HVAC Installation Pricing Guide: Markups, Rebates, and Labor Burden
How to price an HVAC install — real equipment costs by tier, the labor burden number you're probably underestimating, markup vs margin, a full $10,800 worked example, and where ductwork and financing fit.
A 50% markup is not a 50% margin. You need to mark up by 100% to land a 50% gross margin.
What actually drives an HVAC install price
A new HVAC system is one of the few purchases a homeowner makes where they genuinely can't tell whether they're being ripped off. The equipment costs are opaque, the labor varies by installer, and the scope (ducts, pad, thermostat, humidifier, condensate, permits) keeps moving.
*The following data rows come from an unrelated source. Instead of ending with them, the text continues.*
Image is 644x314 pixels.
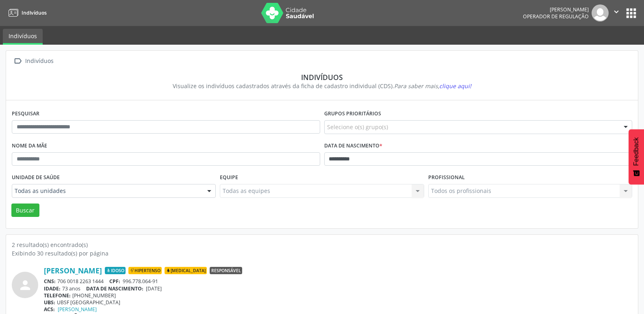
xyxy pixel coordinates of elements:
[44,278,632,284] div: 706 0018 2263 1444
[17,73,627,82] div: Indivíduos
[44,299,55,306] span: UBS:
[44,306,55,313] span: ACS:
[44,285,61,292] span: IDADE:
[123,278,158,284] span: 996.778.064-91
[439,82,471,90] span: clique aqui!
[15,187,199,195] span: Todas as unidades
[44,266,102,275] a: [PERSON_NAME]
[394,82,471,90] i: Para saber mais,
[44,285,632,292] div: 73 anos
[12,240,632,249] div: 2 resultado(s) encontrado(s)
[12,108,39,120] label: Pesquisar
[22,9,47,16] span: Indivíduos
[12,55,24,67] i: 
[324,108,381,120] label: Grupos prioritários
[165,267,207,274] span: [MEDICAL_DATA]
[612,8,621,16] i: 
[44,299,632,306] div: UBSF [GEOGRAPHIC_DATA]
[592,4,608,22] img: img
[18,278,32,292] i: person
[58,306,97,313] a: [PERSON_NAME]
[608,4,624,22] button: 
[210,267,242,274] span: Responsável
[633,137,640,166] span: Feedback
[86,285,144,292] span: DATA DE NASCIMENTO:
[428,172,465,184] label: Profissional
[3,29,43,45] a: Indivíduos
[109,278,121,284] span: CPF:
[11,203,39,217] button: Buscar
[24,55,55,67] div: Indivíduos
[523,6,589,13] div: [PERSON_NAME]
[523,13,589,20] span: Operador de regulação
[6,6,47,19] a: Indivíduos
[105,267,125,274] span: Idoso
[44,292,70,299] span: TELEFONE:
[628,129,644,184] button: Feedback - Mostrar pesquisa
[220,172,238,184] label: Equipe
[12,140,47,152] label: Nome da mãe
[44,292,632,299] div: [PHONE_NUMBER]
[327,123,388,131] span: Selecione o(s) grupo(s)
[324,140,383,152] label: Data de nascimento
[17,82,627,90] div: Visualize os indivíduos cadastrados através da ficha de cadastro individual (CDS).
[129,267,162,274] span: Hipertenso
[146,285,162,292] span: [DATE]
[12,249,632,258] div: Exibindo 30 resultado(s) por página
[44,278,55,284] span: CNS:
[12,172,60,184] label: Unidade de saúde
[12,55,55,67] a:  Indivíduos
[624,6,638,20] button: apps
That's why good HVAC estimating is transparent estimating — even if the customer never sees your margin math, you need to see it yourself.
An install price has five components:
- Equipment cost (furnace, condenser, coil, thermostat, accessories) — what you pay your supply house.
- Labor — crew hours at your fully-burdened rate.
- Materials — line set, disconnect, whip, pad, duct transitions, condensate line, solder, flux, nitrogen, tape, straps.
- Overhead allocation — your truck, shop, insurance, phone, software, taxes on labor.
- Profit — what's left for you after all of the above.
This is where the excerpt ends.